Given that the very survival of the papacy is on the line, the Vatican
has taken extraordinary steps to halt any and all local and global
initiatives to promote population growth control activities.
I
believe that this grave conflict between the well documented efforts by
the papacy to preserve its power and influence, and the
security-survival interests of our country and the entire world, is the
most important story of the last half of the 20th century. This
incredible story is going untold.
While
we would wish that everyone could see the urgency of finding acceptable
methods for controlling the world’s population growth, I recognize that
there are some whose religious beliefs and attitudes may never allow
them to accommodate their beliefs to such needs.
However,
it remains for the rest of us who live in a democratic and pluralistic
society to understand the forces that undermine and block a free and
honest exchange of ideas on this subject—forces that now prevent us
from implementing humane solutions to this most fundamental problem.
Only
by understanding these forces can they be dealt with effectively, and
progress be made toward attaining a sustainable population for our
planet.
Thank
you for letting me share these thoughts with you this morning.
Closing Words
In
his discourse today, Dr. Mumford has made it clear that we are under
siege not only on the abortion and other human rights issues, but that
even with the most fundamental of survival issues—the need for
population control—there are powerful forces, having no accountability,
to whom reason is irrelevant and which will use every means at their
disposal to suppress open discussion and meaningful action. For those
of you who wish to learn more about this subject, the information
presented today has been documented by Dr. Mumford in a 1995 journal
article in The Journal of Social, Political and Economic
Studies (Spring 1995, Vol. 20, No. 1). You may obtain a copy
as you pass through the Main Meeting Room doors.
Stephen
D. Mumford, "Vatican Control of World Health Organization Policy: An
Interview with Milton P. Siegel"
Vatican
Control of World Health Organization Policy: An Interview
with Milton P. Siegel, former assistant director general of WHO, from:
THE LIFE AND DEATH OF NSSM 200, Appendix 3 by Stephen D. Mumford
There
is a growing consensus among international public-health leaders that
the gains made by their earliest practitioners are about to be lost as
a result of overpopulation.
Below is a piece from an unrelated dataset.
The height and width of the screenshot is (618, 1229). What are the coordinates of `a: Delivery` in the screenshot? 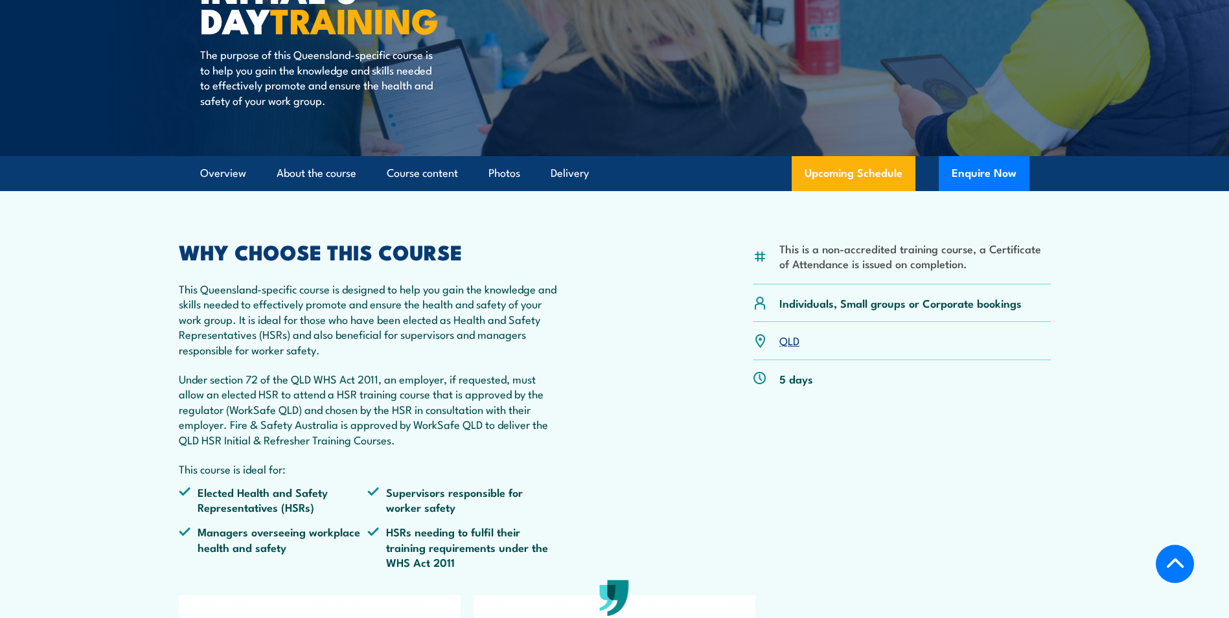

The hideous scourge of premature death in
Africa that we have been witnessing on our television screens for the
last decade is spreading throughout the continent along with civil war.
Somalia
is presently the focus of our attention, but there are many other
African countries which are all but certain to slip into chaos. CIA
director Robert Gates has predicted that, within the next year, there
will be 30 million people starving in Africa alone.
A
December 20, 1992, article from the National Geographic News Service
identifies the fundamental problem in Africa: "Along with war and
drought, the third horseman of the African apocalpyse has been
overpopulation. There are simply more people trying to live on the land
than the land can support." The article goes on to observe: "There
doesn't seem to be any long term solution short of transporting
millions of Somalis out of there and leaving enough living space for
the people and cattle that remain." But no country will accept these
millions of Somalis and the tens of millions of other Africans who face
the same prospect.
The
result will be an explosion in premature deaths, just as some of the
delegates who shaped United Nations health policy in the late 1940s had
predicted. These leaders in public health recognized that the choice
was not whether population growth would be controlled but how. Would
birth control be implemented along with "death control," or would
population-growth control be left to implacable nature through
starvation and starvation-related diseases? They argued that this was
the real choice they were making as they shaped World Health
Organization policy. These leaders understood that, in the
not-too-distant future, overpopulation would be a major--and
preventable--cause of death.
But
these people of vision lost that debate in the 1940s, and now premature
death on an appalling scale is just getting underway in Africa. It is
reasonable to predict that more than half of the Africans alive today
will die prematurely, and that a substantial majority of African
children born in this decade will die either in this decade or the next.
Because
of his position and the length of his tenure, Milton P. Siegel is
considered among the world's foremost authorities on the development of
World Health Organization policy. In this videotaped interview
(available from the Center for Research on Population and Security,
P.O. Box 13067, Research Triangle Park, NC 27709, for $19), he reveals
the influence of the Vatican in shaping WHO policy, particularly in
blocking adoption of the concept that overpopulation is a grave
public-health threat--a concept which, in WHO's early years, enjoyed a
broad consensus among member countries.
Without
this separation of population dynamics from WHO public-health policy,
the Vatican would have found it much more difficult to subsequently
manipulate governments on such issues as family planning and abortion.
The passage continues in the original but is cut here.